Once again I do not claim to know the abilities of the SAMPSON radar. I haven’t been able to find any reliable specks on it. I know that it is highly though of by people that should know and I assume it meets all the requirements it was designed to preform whatever those unknown specks were it was designed to meet.To be honest I don't know if comparing the effectiveness of US radars versus UK ones will tell you whether or not the story is accurate. It could very well be the case that a Daring was asked to switch its radar off during exercises, because military exercises are meant to simulate a threat in order to train against it. If a radar's performance was detracting from the realism of a given scenario (whether it's on a Daring or an Arleigh Burke or anything else) then I'm sure it's going to get switched off. But it's not as though they're going to sea and saying "okay, my planes versus your ship, let's see whose is better"...
Perhaps it would be beneficial to some of the members on the thread to review some of the challenges when comparing the two radar types, so as to clear up confusion. First there is no doubt whatsoever that an active phase array type radar from the system architectural point of view is superior to a phase shifting radar configuration. I will not go into all of the reasons, some of which are very obvious and some of which are not so obvious but they are real and dramatic. This recognition is why they have been in active development for over forty years. Yes that is right they have been working on them for over forty years that I know of. But the reason we have not seen them deployed until recently are the challenges in making the components and not as some have stated, their great cost or lack of need.
They are very expensive to make but on the other hand they are relatively cheaper to maintain and they are much more reliable and rugged in field use. Complete life cycle costs are not that much different. Phase array radars are very computer intensive devices and they can always use more computing power with which to do ever more wonderful things but the real challenges are not found in computer limitations because they can still do many, though fewer, wonderful things with modest computer power, using today’s standards.
I will concentrate on only the two most challenging technical issues and will not even get into the critical mechanical ones though they too are difficult they are within common technology standards. The first is the RF semiconductor components and the second and closely related cooling issues which are again closely related with and also directly related to the operating frequency. The higher the operating frequency the more challenging are the cooling issues. The active gating device in any electronic or optical system mush have physical dimension less than one quarter the wavelength of the highest frequency used. That means that as the frequency goes up the physical size of the active devices must go down. The smaller the active controlling sight of the waveform (be they gates, switches, amplifiers, delay-lines ect.) which physically are the places where most of the heat is generated, the harder they are to cool. That is why it is so hard to get high powered output at high frequencies in RF devices. With too much power in a small spaces they just melt, even if they can handle the high voltages that also come with high power.
The original drive to produce active arrays was not for all of their wonderful beam-forming and scanning capacities (at the time there were no computers that could do it) for which they were theoretically capable but just to produce more power by using multiple transmitting sources.
Now we start getting into the real problems. Even for a flat array that is only meant to produces a fixed non-changing beam, all of the carefully positions point sources must have exactly (and I mean exactly) the very same frequency, the same phase, the same on/off timing, and the same power output. Plus they must maintain these critical features as they heat up and cool down along with changing use demands and the weather.
Have any of you ever tried to match just two output tubes on a high end audio amplifier for all of you stereo buffs out there?
And that is just on the transmitting side. On the receiving side there are even harder to maintain consistencies because they have noise, timeing are detecting issues all of their own. Don’t you just hate drift?
These are not problems found when you have a single RF source and a single RF receiver. The phase shifters are very big, heavy which also makes them very stable and much easier to control, stabilize, and predicable to compensate for with the changes in temperature.
Active phase technology could never be done with tube technology because of the variances found in their manufacturing process of tubes. Semiconductors and their manufacturing process are much more uniform and consistent but the tolerances are still very critical and they produce a lot of heat in a small space. It has required the creation of completely new semiconductor materials, (both for the frequency range and heat tolerance) which are by-in-large not found within commercial products. There is still very much to learn about manufacturing these new specialized semiconductors, while on the other hand the older phase shifting technology has decades of refinement behind it. So it is not unreasonable to conclude that at least at this point in time, a highly refined SPY-1 radar, in its lasted version, would have similar but not exactly the capacities of a SAMPSON radar. And we are not even talking about all the radar controlling software that is always under continuing refinement and has consumed and will continue to consume millions of man-years of development until the end of time.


▶ EXERCISE REQUIREMENTS
Print each entry word for word without images.

[Start of section]

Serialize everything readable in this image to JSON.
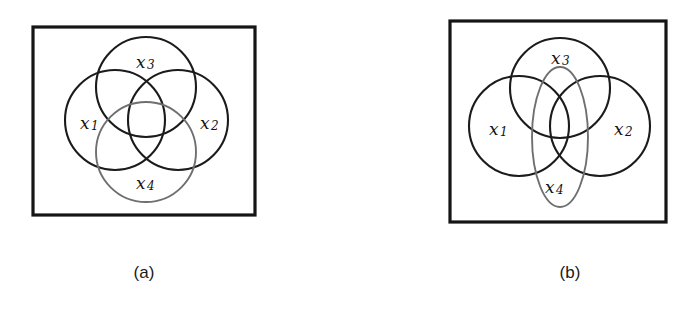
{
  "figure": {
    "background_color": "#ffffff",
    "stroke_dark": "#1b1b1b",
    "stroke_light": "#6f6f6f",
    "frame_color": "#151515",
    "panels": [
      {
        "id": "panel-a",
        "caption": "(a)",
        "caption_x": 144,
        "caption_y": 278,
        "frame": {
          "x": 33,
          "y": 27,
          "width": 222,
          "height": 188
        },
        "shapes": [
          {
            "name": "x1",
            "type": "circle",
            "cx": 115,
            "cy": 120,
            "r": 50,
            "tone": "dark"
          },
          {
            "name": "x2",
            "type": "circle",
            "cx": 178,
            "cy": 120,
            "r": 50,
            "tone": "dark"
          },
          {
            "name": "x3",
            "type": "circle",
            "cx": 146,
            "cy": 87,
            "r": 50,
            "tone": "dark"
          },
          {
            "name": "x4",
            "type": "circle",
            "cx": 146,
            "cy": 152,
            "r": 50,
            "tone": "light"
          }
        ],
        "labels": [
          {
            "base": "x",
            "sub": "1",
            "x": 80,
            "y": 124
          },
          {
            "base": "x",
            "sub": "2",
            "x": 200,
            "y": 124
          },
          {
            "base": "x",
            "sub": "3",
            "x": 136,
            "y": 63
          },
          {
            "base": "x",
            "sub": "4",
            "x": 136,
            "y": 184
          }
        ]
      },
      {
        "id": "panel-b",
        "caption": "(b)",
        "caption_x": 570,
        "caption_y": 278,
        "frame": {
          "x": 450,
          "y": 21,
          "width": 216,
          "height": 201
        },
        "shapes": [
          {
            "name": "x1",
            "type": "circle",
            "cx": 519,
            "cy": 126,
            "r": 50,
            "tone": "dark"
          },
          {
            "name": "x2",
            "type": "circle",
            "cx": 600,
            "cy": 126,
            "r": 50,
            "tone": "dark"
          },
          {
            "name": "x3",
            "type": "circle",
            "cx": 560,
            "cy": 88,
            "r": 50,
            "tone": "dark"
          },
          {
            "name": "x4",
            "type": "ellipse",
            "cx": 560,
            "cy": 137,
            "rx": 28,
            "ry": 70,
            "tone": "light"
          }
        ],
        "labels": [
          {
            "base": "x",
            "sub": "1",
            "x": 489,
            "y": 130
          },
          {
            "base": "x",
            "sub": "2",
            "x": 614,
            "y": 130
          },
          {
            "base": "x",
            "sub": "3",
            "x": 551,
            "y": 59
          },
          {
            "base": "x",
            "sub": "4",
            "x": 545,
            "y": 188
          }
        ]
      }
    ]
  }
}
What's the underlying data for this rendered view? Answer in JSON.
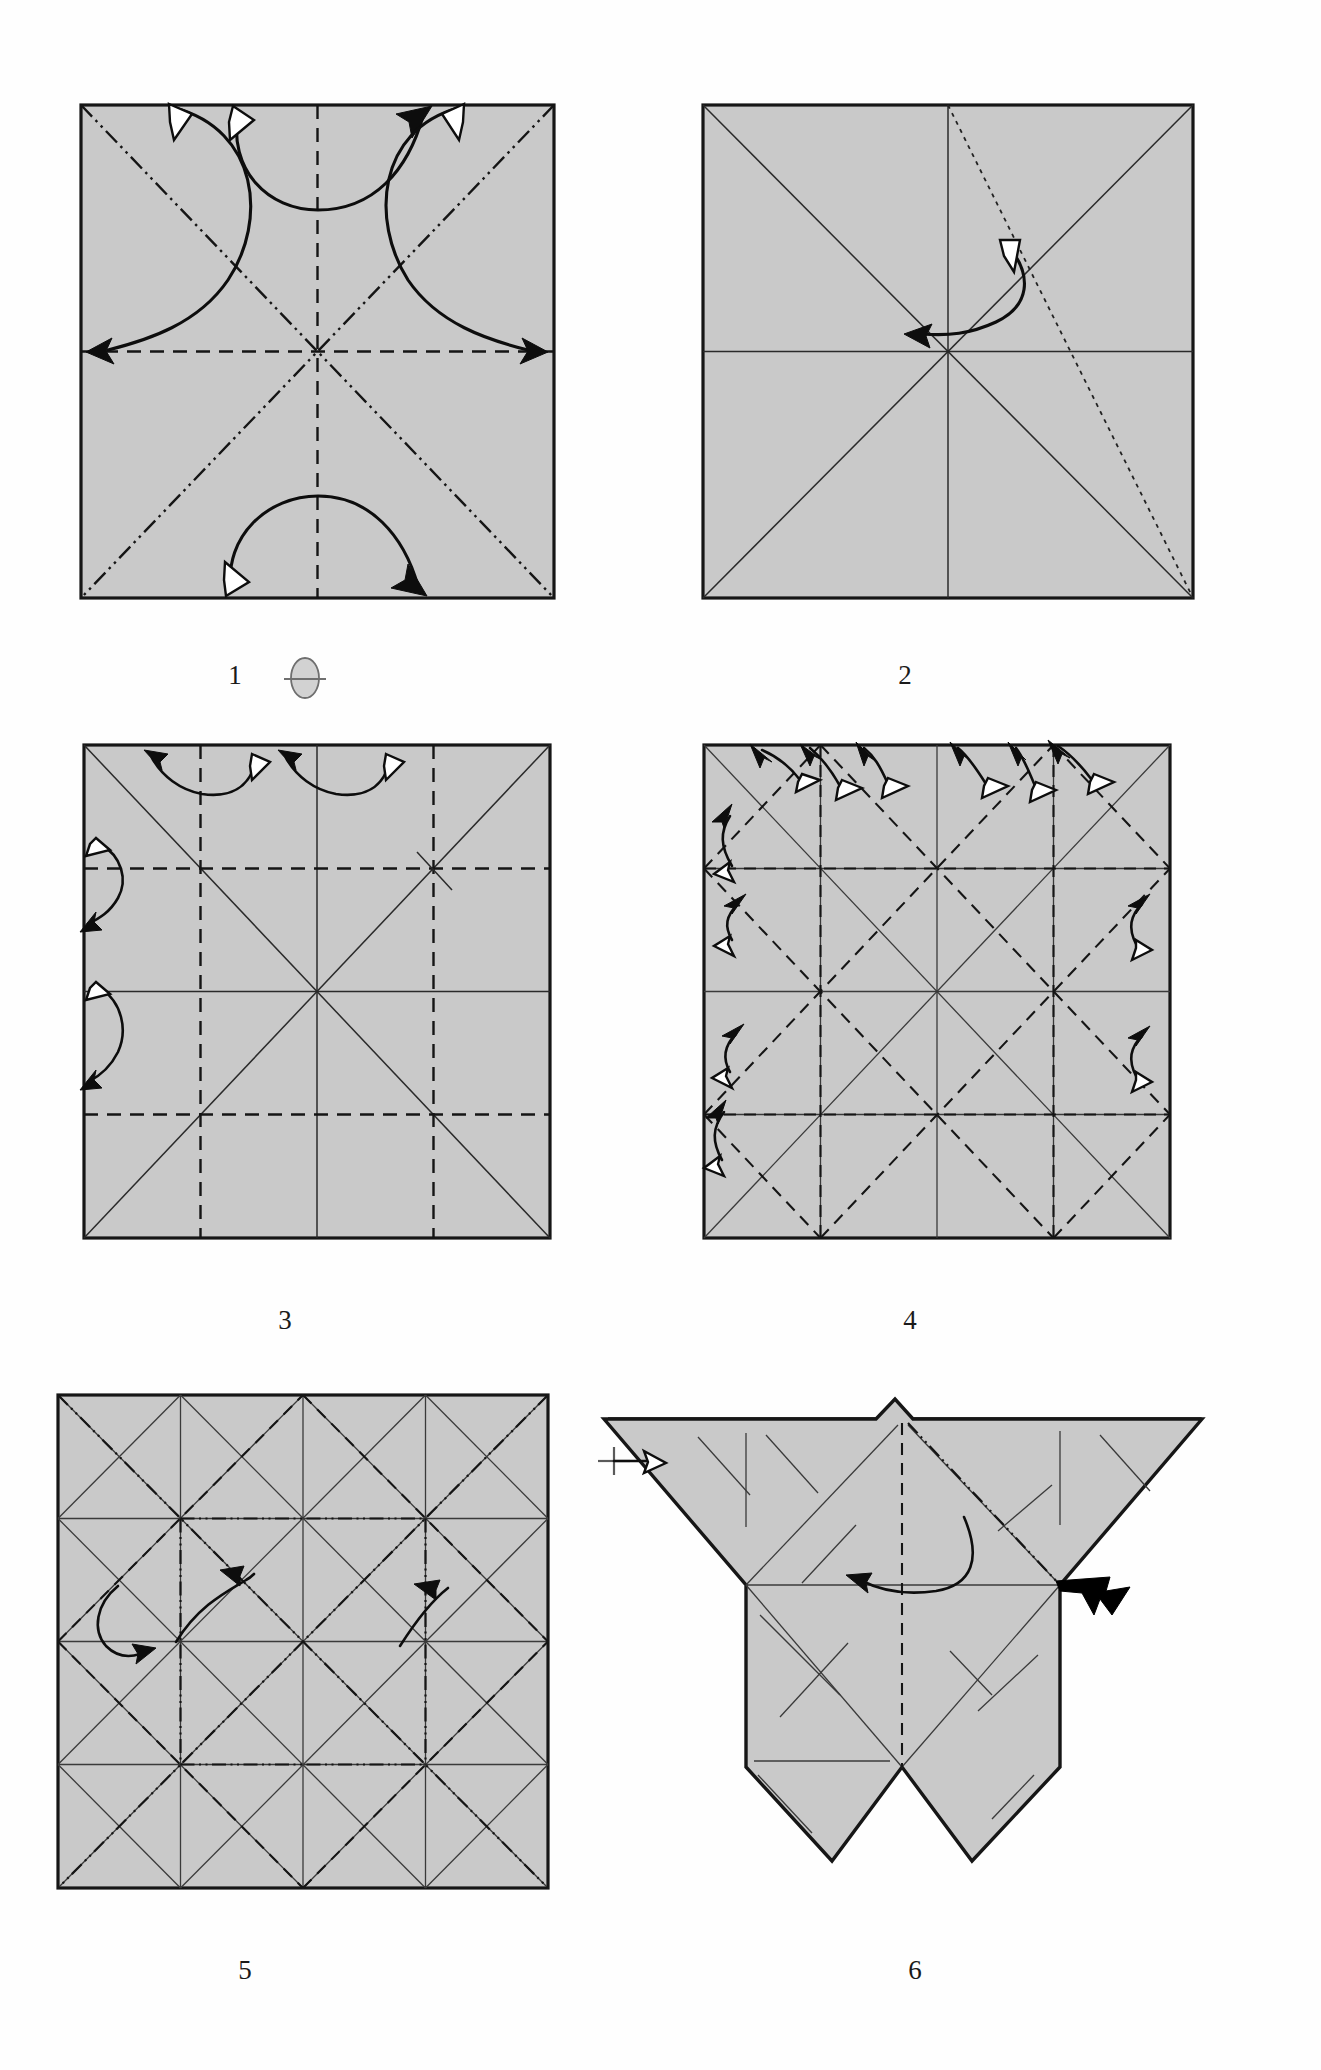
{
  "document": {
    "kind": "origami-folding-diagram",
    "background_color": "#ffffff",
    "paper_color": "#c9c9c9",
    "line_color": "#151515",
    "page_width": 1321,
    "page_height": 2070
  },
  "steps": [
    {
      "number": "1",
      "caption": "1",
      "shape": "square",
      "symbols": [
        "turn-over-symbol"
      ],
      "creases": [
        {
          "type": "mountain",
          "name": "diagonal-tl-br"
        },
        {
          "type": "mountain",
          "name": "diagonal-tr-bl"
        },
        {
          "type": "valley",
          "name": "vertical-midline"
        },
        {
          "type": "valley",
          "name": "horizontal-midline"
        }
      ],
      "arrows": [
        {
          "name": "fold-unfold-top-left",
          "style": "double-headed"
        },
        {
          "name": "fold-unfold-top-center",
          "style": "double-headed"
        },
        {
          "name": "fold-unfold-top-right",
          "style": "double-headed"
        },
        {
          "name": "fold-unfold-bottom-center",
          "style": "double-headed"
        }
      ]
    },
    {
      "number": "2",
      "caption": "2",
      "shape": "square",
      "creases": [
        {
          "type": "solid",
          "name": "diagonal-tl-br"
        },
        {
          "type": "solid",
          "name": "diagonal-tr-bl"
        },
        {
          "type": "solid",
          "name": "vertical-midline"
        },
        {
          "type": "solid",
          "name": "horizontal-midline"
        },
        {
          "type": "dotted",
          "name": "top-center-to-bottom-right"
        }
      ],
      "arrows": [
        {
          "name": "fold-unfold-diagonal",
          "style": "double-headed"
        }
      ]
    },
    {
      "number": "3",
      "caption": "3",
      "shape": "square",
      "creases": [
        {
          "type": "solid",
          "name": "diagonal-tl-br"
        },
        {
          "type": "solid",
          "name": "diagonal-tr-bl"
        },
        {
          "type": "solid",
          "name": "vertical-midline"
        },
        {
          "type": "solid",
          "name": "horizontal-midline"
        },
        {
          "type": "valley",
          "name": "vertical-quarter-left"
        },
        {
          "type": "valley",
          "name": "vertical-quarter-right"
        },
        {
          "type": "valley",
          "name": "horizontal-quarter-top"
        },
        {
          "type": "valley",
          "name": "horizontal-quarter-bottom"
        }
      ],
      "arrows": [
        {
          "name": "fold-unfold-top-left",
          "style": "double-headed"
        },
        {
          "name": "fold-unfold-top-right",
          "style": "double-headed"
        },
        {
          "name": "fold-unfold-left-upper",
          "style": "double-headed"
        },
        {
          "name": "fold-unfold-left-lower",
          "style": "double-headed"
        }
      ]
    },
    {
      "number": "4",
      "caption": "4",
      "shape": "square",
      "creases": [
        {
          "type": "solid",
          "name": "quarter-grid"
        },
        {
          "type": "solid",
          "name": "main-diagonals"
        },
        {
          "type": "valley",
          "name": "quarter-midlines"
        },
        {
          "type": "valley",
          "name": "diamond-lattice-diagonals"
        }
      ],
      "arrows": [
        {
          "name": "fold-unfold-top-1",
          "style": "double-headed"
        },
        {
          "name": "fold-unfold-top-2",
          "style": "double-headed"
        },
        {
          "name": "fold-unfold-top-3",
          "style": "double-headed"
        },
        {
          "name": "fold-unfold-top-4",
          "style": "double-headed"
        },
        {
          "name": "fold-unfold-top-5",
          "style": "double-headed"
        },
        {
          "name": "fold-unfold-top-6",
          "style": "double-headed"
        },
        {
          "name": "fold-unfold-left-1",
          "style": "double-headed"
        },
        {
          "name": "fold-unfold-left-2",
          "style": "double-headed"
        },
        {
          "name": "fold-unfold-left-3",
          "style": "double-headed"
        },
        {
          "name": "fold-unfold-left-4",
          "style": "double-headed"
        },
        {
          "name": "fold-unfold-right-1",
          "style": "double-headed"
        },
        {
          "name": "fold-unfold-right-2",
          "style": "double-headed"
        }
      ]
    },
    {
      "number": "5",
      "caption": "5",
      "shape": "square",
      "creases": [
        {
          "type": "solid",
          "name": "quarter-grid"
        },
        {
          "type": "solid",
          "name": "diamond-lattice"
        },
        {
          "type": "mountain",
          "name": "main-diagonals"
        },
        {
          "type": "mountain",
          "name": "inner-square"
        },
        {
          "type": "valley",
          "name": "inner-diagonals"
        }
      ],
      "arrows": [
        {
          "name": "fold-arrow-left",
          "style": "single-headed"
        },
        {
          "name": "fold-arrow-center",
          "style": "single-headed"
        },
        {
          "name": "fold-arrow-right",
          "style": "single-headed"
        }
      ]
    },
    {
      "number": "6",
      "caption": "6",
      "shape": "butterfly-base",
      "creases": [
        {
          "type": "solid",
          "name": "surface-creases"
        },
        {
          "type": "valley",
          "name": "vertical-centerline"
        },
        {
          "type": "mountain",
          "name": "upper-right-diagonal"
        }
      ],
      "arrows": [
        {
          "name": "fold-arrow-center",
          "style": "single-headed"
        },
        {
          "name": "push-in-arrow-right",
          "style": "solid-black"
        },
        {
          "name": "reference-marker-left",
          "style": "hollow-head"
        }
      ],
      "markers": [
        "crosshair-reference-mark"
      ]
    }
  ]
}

[End of section]

▶ TASK ANSWER
Serialize everything readable in this image to JSON.
{
  "figure": {
    "background_color": "#ffffff",
    "stroke_dark": "#1b1b1b",
    "stroke_light": "#6f6f6f",
    "frame_color": "#151515",
    "panels": [
      {
        "id": "panel-a",
        "caption": "(a)",
        "caption_x": 144,
        "caption_y": 278,
        "frame": {
          "x": 33,
          "y": 27,
          "width": 222,
          "height": 188
        },
        "shapes": [
          {
            "name": "x1",
            "type": "circle",
            "cx": 115,
            "cy": 120,
            "r": 50,
            "tone": "dark"
          },
          {
            "name": "x2",
            "type": "circle",
            "cx": 178,
            "cy": 120,
            "r": 50,
            "tone": "dark"
          },
          {
            "name": "x3",
            "type": "circle",
            "cx": 146,
            "cy": 87,
            "r": 50,
            "tone": "dark"
          },
          {
            "name": "x4",
            "type": "circle",
            "cx": 146,
            "cy": 152,
            "r": 50,
            "tone": "light"
          }
        ],
        "labels": [
          {
            "base": "x",
            "sub": "1",
            "x": 80,
            "y": 124
          },
          {
            "base": "x",
            "sub": "2",
            "x": 200,
            "y": 124
          },
          {
            "base": "x",
            "sub": "3",
            "x": 136,
            "y": 63
          },
          {
            "base": "x",
            "sub": "4",
            "x": 136,
            "y": 184
          }
        ]
      },
      {
        "id": "panel-b",
        "caption": "(b)",
        "caption_x": 570,
        "caption_y": 278,
        "frame": {
          "x": 450,
          "y": 21,
          "width": 216,
          "height": 201
        },
        "shapes": [
          {
            "name": "x1",
            "type": "circle",
            "cx": 519,
            "cy": 126,
            "r": 50,
            "tone": "dark"
          },
          {
            "name": "x2",
            "type": "circle",
            "cx": 600,
            "cy": 126,
            "r": 50,
            "tone": "dark"
          },
          {
            "name": "x3",
            "type": "circle",
            "cx": 560,
            "cy": 88,
            "r": 50,
            "tone": "dark"
          },
          {
            "name": "x4",
            "type": "ellipse",
            "cx": 560,
            "cy": 137,
            "rx": 28,
            "ry": 70,
            "tone": "light"
          }
        ],
        "labels": [
          {
            "base": "x",
            "sub": "1",
            "x": 489,
            "y": 130
          },
          {
            "base": "x",
            "sub": "2",
            "x": 614,
            "y": 130
          },
          {
            "base": "x",
            "sub": "3",
            "x": 551,
            "y": 59
          },
          {
            "base": "x",
            "sub": "4",
            "x": 545,
            "y": 188
          }
        ]
      }
    ]
  }
}
What's the underlying data for this rendered view? Answer in JSON.
{
  "document": {
    "kind": "origami-folding-diagram",
    "background_color": "#ffffff",
    "paper_color": "#c9c9c9",
    "line_color": "#151515",
    "page_width": 1321,
    "page_height": 2070
  },
  "steps": [
    {
      "number": "1",
      "caption": "1",
      "shape": "square",
      "symbols": [
        "turn-over-symbol"
      ],
      "creases": [
        {
          "type": "mountain",
          "name": "diagonal-tl-br"
        },
        {
          "type": "mountain",
          "name": "diagonal-tr-bl"
        },
        {
          "type": "valley",
          "name": "vertical-midline"
        },
        {
          "type": "valley",
          "name": "horizontal-midline"
        }
      ],
      "arrows": [
        {
          "name": "fold-unfold-top-left",
          "style": "double-headed"
        },
        {
          "name": "fold-unfold-top-center",
          "style": "double-headed"
        },
        {
          "name": "fold-unfold-top-right",
          "style": "double-headed"
        },
        {
          "name": "fold-unfold-bottom-center",
          "style": "double-headed"
        }
      ]
    },
    {
      "number": "2",
      "caption": "2",
      "shape": "square",
      "creases": [
        {
          "type": "solid",
          "name": "diagonal-tl-br"
        },
        {
          "type": "solid",
          "name": "diagonal-tr-bl"
        },
        {
          "type": "solid",
          "name": "vertical-midline"
        },
        {
          "type": "solid",
          "name": "horizontal-midline"
        },
        {
          "type": "dotted",
          "name": "top-center-to-bottom-right"
        }
      ],
      "arrows": [
        {
          "name": "fold-unfold-diagonal",
          "style": "double-headed"
        }
      ]
    },
    {
      "number": "3",
      "caption": "3",
      "shape": "square",
      "creases": [
        {
          "type": "solid",
          "name": "diagonal-tl-br"
        },
        {
          "type": "solid",
          "name": "diagonal-tr-bl"
        },
        {
          "type": "solid",
          "name": "vertical-midline"
        },
        {
          "type": "solid",
          "name": "horizontal-midline"
        },
        {
          "type": "valley",
          "name": "vertical-quarter-left"
        },
        {
          "type": "valley",
          "name": "vertical-quarter-right"
        },
        {
          "type": "valley",
          "name": "horizontal-quarter-top"
        },
        {
          "type": "valley",
          "name": "horizontal-quarter-bottom"
        }
      ],
      "arrows": [
        {
          "name": "fold-unfold-top-left",
          "style": "double-headed"
        },
        {
          "name": "fold-unfold-top-right",
          "style": "double-headed"
        },
        {
          "name": "fold-unfold-left-upper",
          "style": "double-headed"
        },
        {
          "name": "fold-unfold-left-lower",
          "style": "double-headed"
        }
      ]
    },
    {
      "number": "4",
      "caption": "4",
      "shape": "square",
      "creases": [
        {
          "type": "solid",
          "name": "quarter-grid"
        },
        {
          "type": "solid",
          "name": "main-diagonals"
        },
        {
          "type": "valley",
          "name": "quarter-midlines"
        },
        {
          "type": "valley",
          "name": "diamond-lattice-diagonals"
        }
      ],
      "arrows": [
        {
          "name": "fold-unfold-top-1",
          "style": "double-headed"
        },
        {
          "name": "fold-unfold-top-2",
          "style": "double-headed"
        },
        {
          "name": "fold-unfold-top-3",
          "style": "double-headed"
        },
        {
          "name": "fold-unfold-top-4",
          "style": "double-headed"
        },
        {
          "name": "fold-unfold-top-5",
          "style": "double-headed"
        },
        {
          "name": "fold-unfold-top-6",
          "style": "double-headed"
        },
        {
          "name": "fold-unfold-left-1",
          "style": "double-headed"
        },
        {
          "name": "fold-unfold-left-2",
          "style": "double-headed"
        },
        {
          "name": "fold-unfold-left-3",
          "style": "double-headed"
        },
        {
          "name": "fold-unfold-left-4",
          "style": "double-headed"
        },
        {
          "name": "fold-unfold-right-1",
          "style": "double-headed"
        },
        {
          "name": "fold-unfold-right-2",
          "style": "double-headed"
        }
      ]
    },
    {
      "number": "5",
      "caption": "5",
      "shape": "square",
      "creases": [
        {
          "type": "solid",
          "name": "quarter-grid"
        },
        {
          "type": "solid",
          "name": "diamond-lattice"
        },
        {
          "type": "mountain",
          "name": "main-diagonals"
        },
        {
          "type": "mountain",
          "name": "inner-square"
        },
        {
          "type": "valley",
          "name": "inner-diagonals"
        }
      ],
      "arrows": [
        {
          "name": "fold-arrow-left",
          "style": "single-headed"
        },
        {
          "name": "fold-arrow-center",
          "style": "single-headed"
        },
        {
          "name": "fold-arrow-right",
          "style": "single-headed"
        }
      ]
    },
    {
      "number": "6",
      "caption": "6",
      "shape": "butterfly-base",
      "creases": [
        {
          "type": "solid",
          "name": "surface-creases"
        },
        {
          "type": "valley",
          "name": "vertical-centerline"
        },
        {
          "type": "mountain",
          "name": "upper-right-diagonal"
        }
      ],
      "arrows": [
        {
          "name": "fold-arrow-center",
          "style": "single-headed"
        },
        {
          "name": "push-in-arrow-right",
          "style": "solid-black"
        },
        {
          "name": "reference-marker-left",
          "style": "hollow-head"
        }
      ],
      "markers": [
        "crosshair-reference-mark"
      ]
    }
  ]
}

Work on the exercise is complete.